The situation can seem kind of complicated, and I want to lay my thoughts out here with this – on why setting a goal for others to like you is not a goal and not even something desirable.

Using Abraham’s concepts, life gets you to experience contrast and the contrast gets you to ask what you want and form desire. I used to think “I feel bad when this person disapproves of me, I know what I don’t want – I don’t want to feel cornered and the disapproval of this person. So what I DO want is to feel free by being approved by this person!” This is where we start hiding ourselves and telling lies to forcefully manipulate people see us a certain way when we’re just allowing others to manipulate us (by allowing their opinions to dictate how we behave) – the manipulator and the manipulated are of the same feather.

Well that’s not actually the contrast (not wanting the disapproval thus wanting the approval – this will keep the “I asked and it was not given, LOA doesn’t work” perpetuating over and over again). The contrast is that this person is seeing you in a way that is not the Truth about you, and you are agreeing with them on a level (that’s why we feel the need to defend and justify why we were right) which is why you feel bad.

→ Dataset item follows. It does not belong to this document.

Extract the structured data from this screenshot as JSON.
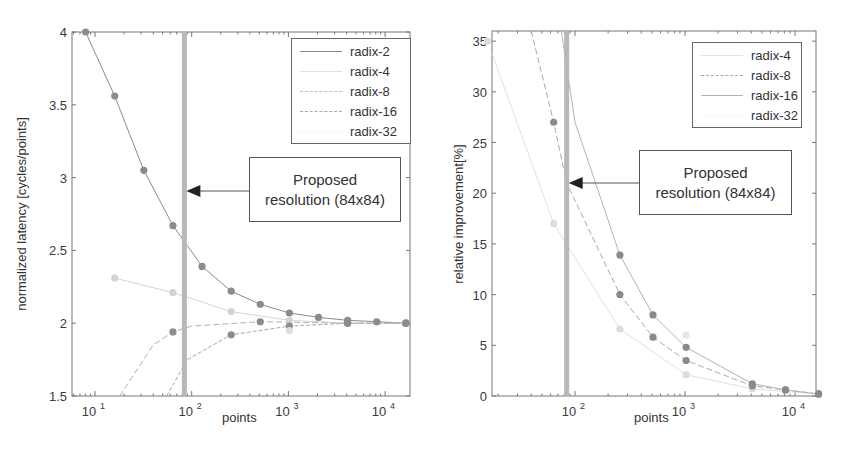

The contrast really goes like this: “I feel bad when this person disapproves of me – this is something I do not want. What I do want is to not feel insecure when someone disapproves of me because I know so clearly who I am that the approval or disapproval of the peanut gallery doesn’t mean anything.” That is the “goal” I work on moving towards now. It’s not forcing myself to not care what others think – that just means you actually care a lot, but to go inside, go within and get curious about who I really am because clearly the disapproval I feel that is really the disapproval I have of myself is not in the direction of where I’m going and realize that it’s not the Truth, otherwise I wouldn’t feel bad. It takes a while to get there so it’s not like oh okay not the truth ha, I beat it! The willingness to be open to knowing the Truth is what takes me there faster. And I’m a pretty resilient person so I’m sure for some other people it would be even faster than it was for me.

The Truth is you are an amazing, perfect human being. The Truth is you have unique gifts to give to this world because only you have been through your particular perspective, so only you can give that gift you’re here to give. We usually can accept the latter through logic, but the first one is the one where we get hung up on and try to affirm things we don’t really believe in. I would say it takes a bit of a leap of faith to trust that we are truly creators and that nothing is wrong about us (and it was just some plain ol’ conditioning that made us endorse in that idea), but from my own experience, whenever I set the intention to remember this Truth about myself, I am carried to the point where I know of my perfect and things I desire are created seamlessly in my life.